Defining what makes autism supports truly neurodiversity-affirming
Establishing Fidelity of Neurodiversity-Affirming Interventions
['FUNDING_R21'] · DREXEL UNIVERSITY · NIH-11292389
This project will create clear, community-grounded definitions and checklists so families and clinicians can recognize supports that respect autistic people's values.
Quick facts
| Phase | ['FUNDING_R21'] |
|---|---|
| Study type | Nih_funding |
| Sex | All |
| Sponsor | DREXEL UNIVERSITY (nih funded) |
| Locations | 1 site (PHILADELPHIA, UNITED STATES) |
| Trial ID | NIH-11292389 on ClinicalTrials.gov |
What this research studies
You'll be invited to share your experiences as an autistic person, caregiver, or clinician through interviews and surveys so researchers can learn what matters most. The team will also review how providers describe and deliver services to identify common practices. They will draft and pilot straightforward criteria or checklists that mark when an intervention aligns with neurodiversity values and refine them with community feedback. The end result will be practical tools meant to help people choose services that match autistic priorities.
Who could benefit from this research
Good fit: Ideal participants include autistic adults, caregivers of autistic children or adolescents, and clinicians who provide autism supports and who can describe what they want or see in services.
Not a fit: People looking for immediate clinical treatment or direct health improvements are unlikely to receive therapeutic benefit from this project because it focuses on defining and measuring service approaches.
Why it matters
Potential benefit: If successful, this work could help families and providers find and promote services that avoid unwanted normalization and instead honor autistic people's goals and needs.
How similar studies have performed: Participatory research and community-defined measures have shown promise in related areas, but formal fidelity criteria for neurodiversity-affirming interventions remain a relatively new effort.

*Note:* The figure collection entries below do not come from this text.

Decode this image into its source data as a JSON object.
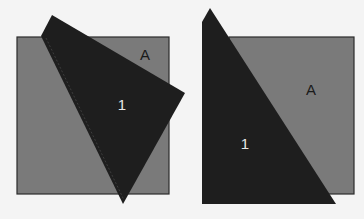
{
  "panels": [
    {
      "square_label": "A",
      "triangle_label": "1"
    },
    {
      "square_label": "A",
      "triangle_label": "1"
    }
  ],
  "colors": {
    "background": "#f4f4f4",
    "square_fill": "#7a7a7a",
    "square_stroke": "#2a2a2a",
    "triangle_fill": "#1e1e1e",
    "square_text": "#1a1a1a",
    "triangle_text": "#e6e6e6"
  }
}
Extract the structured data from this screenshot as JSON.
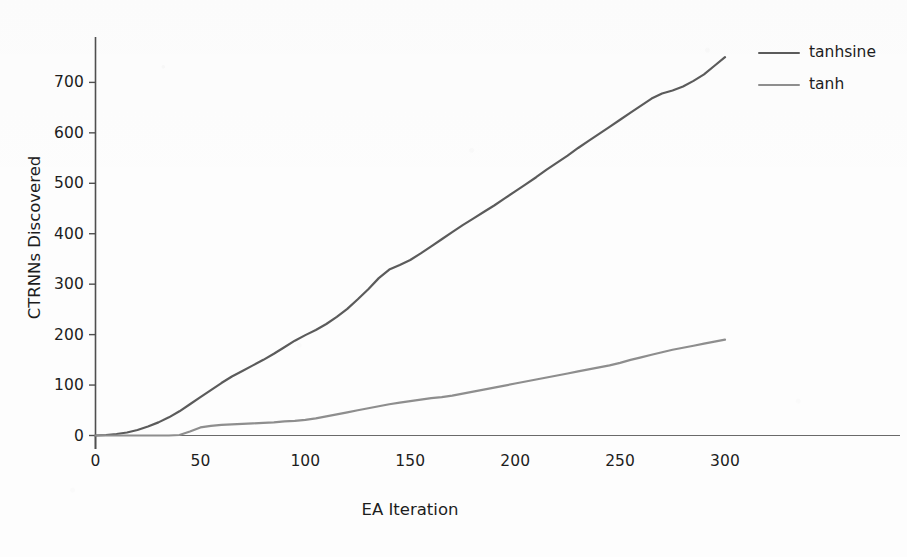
{
  "chart_data": {
    "type": "line",
    "title": "",
    "xlabel": "EA Iteration",
    "ylabel": "CTRNNs Discovered",
    "xlim": [
      0,
      300
    ],
    "ylim": [
      0,
      790
    ],
    "grid": false,
    "legend_position": "right-outside-top",
    "xticks": [
      0,
      50,
      100,
      150,
      200,
      250,
      300
    ],
    "xtick_labels": [
      "0",
      "50",
      "100",
      "150",
      "200",
      "250",
      "300"
    ],
    "yticks": [
      0,
      100,
      200,
      300,
      400,
      500,
      600,
      700
    ],
    "ytick_labels": [
      "0",
      "100",
      "200",
      "300",
      "400",
      "500",
      "600",
      "700"
    ],
    "x": [
      0,
      5,
      10,
      15,
      20,
      25,
      30,
      35,
      40,
      45,
      50,
      55,
      60,
      65,
      70,
      75,
      80,
      85,
      90,
      95,
      100,
      105,
      110,
      115,
      120,
      125,
      130,
      135,
      140,
      145,
      150,
      155,
      160,
      165,
      170,
      175,
      180,
      185,
      190,
      195,
      200,
      205,
      210,
      215,
      220,
      225,
      230,
      235,
      240,
      245,
      250,
      255,
      260,
      265,
      270,
      275,
      280,
      285,
      290,
      295,
      300
    ],
    "series": [
      {
        "name": "tanhsine",
        "color": "#5b5b5b",
        "values": [
          0,
          1,
          3,
          6,
          11,
          18,
          26,
          36,
          48,
          62,
          76,
          90,
          104,
          117,
          128,
          139,
          150,
          162,
          175,
          188,
          199,
          209,
          221,
          235,
          251,
          270,
          290,
          312,
          329,
          338,
          348,
          361,
          375,
          389,
          403,
          417,
          430,
          443,
          456,
          470,
          484,
          498,
          512,
          527,
          541,
          555,
          570,
          584,
          598,
          612,
          626,
          640,
          654,
          668,
          678,
          684,
          692,
          703,
          716,
          733,
          750
        ]
      },
      {
        "name": "tanh",
        "color": "#8e8e8e",
        "values": [
          0,
          0,
          0,
          0,
          0,
          0,
          0,
          0,
          1,
          8,
          16,
          19,
          21,
          22,
          23,
          24,
          25,
          26,
          28,
          29,
          31,
          34,
          38,
          42,
          46,
          50,
          54,
          58,
          62,
          65,
          68,
          71,
          74,
          76,
          79,
          83,
          87,
          91,
          95,
          99,
          103,
          107,
          111,
          115,
          119,
          123,
          127,
          131,
          135,
          139,
          144,
          150,
          155,
          160,
          165,
          170,
          174,
          178,
          182,
          186,
          190
        ]
      }
    ]
  },
  "legend": {
    "items": [
      {
        "label": "tanhsine",
        "color": "#5b5b5b"
      },
      {
        "label": "tanh",
        "color": "#8e8e8e"
      }
    ]
  },
  "axes": {
    "y_title": "CTRNNs Discovered",
    "x_title": "EA Iteration",
    "axis_color": "#4f4f4f"
  }
}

Where this research is happening
PHILADELPHIA, UNITED STATES
- DREXEL UNIVERSITY — PHILADELPHIA, UNITED STATES (ACTIVE)
Researchers
- Principal investigator: LERNER, MATTHEW DANIEL — DREXEL UNIVERSITY
- Study coordinator: LERNER, MATTHEW DANIEL
About this research
- This is an active NIH-funded research project — typically early-stage science, not a clinical trial accepting patient enrollment.
- Some NIH-funded labs run parallel clinical studies or seek volunteers for related work. To check, contact the principal investigator or institution listed above.
- For full project details, budget, and progress reports, visit the official NIH RePORTER page below.